Chronic Pain Study Group (CPSG) Satellite Dinner Meeting
NEURORHEUMATOLOGY WITH A SPIN: THERAPEUTIC INNOVATION WITH THE CALORIC TEST IN NOCIPLASTIC PAIN
Sunday 17th May | 6 pm onwards
Venue: TBC (near conference venue)
Dinner Registration Cost: TBC
Time: 6:00pm onwards
Registration and Enquiries: Please contact Trung directly on 042 111 7258 (or Trung.Ngo@uq.edu.au)
NB Limited seats available & registrations will close once capacity has been reached.
Presentation Summary
Our sense of balance — though under-recognised across science & medicine — has deep evolutionary, ontogenetic & integrative foundations in brain-behaviour responses that have come to light particularly since the late 20th Century. The caloric test — via the vestibulo-ocular reflex — is a simple, low-cost, low-risk, non-invasive and widely used mainstream neurodiagnostic technique for balance problems & brain death, with a long-standing record of safety since its development over a century ago. The technique is routinely performed for example in primary care clinics by GPs & nurses (for cerumen removal), audiologists, neurologists & ENT physicians.
Over recent decades its renewed transformative potential — through vestibulocortical stimulation (VCS) — is highlighted by remarkable therapeutic benefits shown in adults with often disabling refractory conditions such as phantom limb & central post-stroke pain, migraine, CRPS/allodynia and refractory fibromyalgia; other neurological disorders (e.g., Parkinson’s disease, minimally conscious state); and severe mental illness (e.g., depression, bipolar & schizophrenia spectrum disorders).

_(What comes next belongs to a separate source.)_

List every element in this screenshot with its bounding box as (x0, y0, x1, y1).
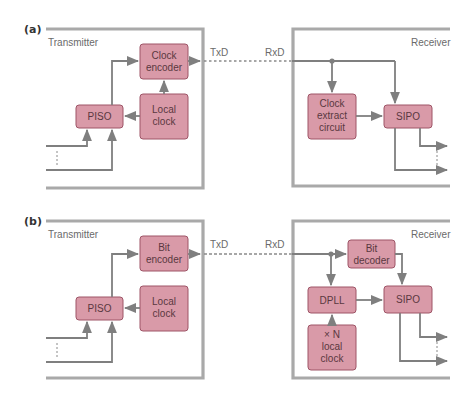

This talk will present a high-level overview of the technique’s wide-ranging multimodal effects across mood, pain, cognition, attention, perception, beliefs/insight & mobility — with a practical lens towards accessible & innovative clinical care for people suffering from chronic primary pain conditions.
This body of work on VCS therapy trials in nociplastic pain is a close collaboration — now going on six years — between the presenter and A/Prof. Michael Kaplan MD in the Division of Rheumatology (NCT05004194; NCT06559839), Icahn School of Medicine at Mount Sinai (New York, USA). They are currently conducting the world’s first sham-controlled randomised trial of VCS in fibromyalgia (as senior supervising scientist and principal investigator, respectively).
PRESENTER: Dr Trung Thành Ngô — The University of Queensland and Tess Cramond Pain & Research Centre
Trung has over 15 years of STEMM capabilities in driving fundamental discovery and clinical translation projects, along with delivering specialist research evaluation services for several large-scale strategic & funding priorities (e.g., principal investigators; medical science associations; multi-institutional national/international partnerships).
With an interdisciplinary synthesis & quality outcomes focus, he is advancing:
(I) Precision Pain Medicine R&D program to delineate genetically supported risk & protective factors, transdiagnostic subtypes/biotypes and novel therapeutic targets for chronic pain & its many comorbidities (e.g., dementia; Parkinson’s disease; psychiatric, sleep & cardiometabolic disorders);
(II) Vestibulocortical stimulation (VCS) therapy trials in these complex conditions and its preventative health utility — i.e., improving insight & reversing maladaptive neuroplasticity/inflammation following injury/trauma (e.g., acquired brain injuries, concussion, PTSD) — with both local & U.S. clinicians across multiple medical disciplines and in other prominent pain presentations (e.g., endometriosis; functional neurological disorders; multiple sclerosis).
Trung also actively supports the Australian entrepreneurship ecosystem through Health Tech Innovation QLD — and AIMOS: the Association for Interdisciplinary Meta-Research & Open Science — in its continuing commitment to improving research quality, integrity & culture for the meaningful benefit of our broader community. His PhD in Neuroscience was undertaken with Jack Pettigrew MBBS FRS, followed by an NHMRC Clinical Research Fellowship examining a bistable (quantum) switching biomarker of neurocognitive (dys)regulation and VCS in persistent pain, bipolar & depressive disorders.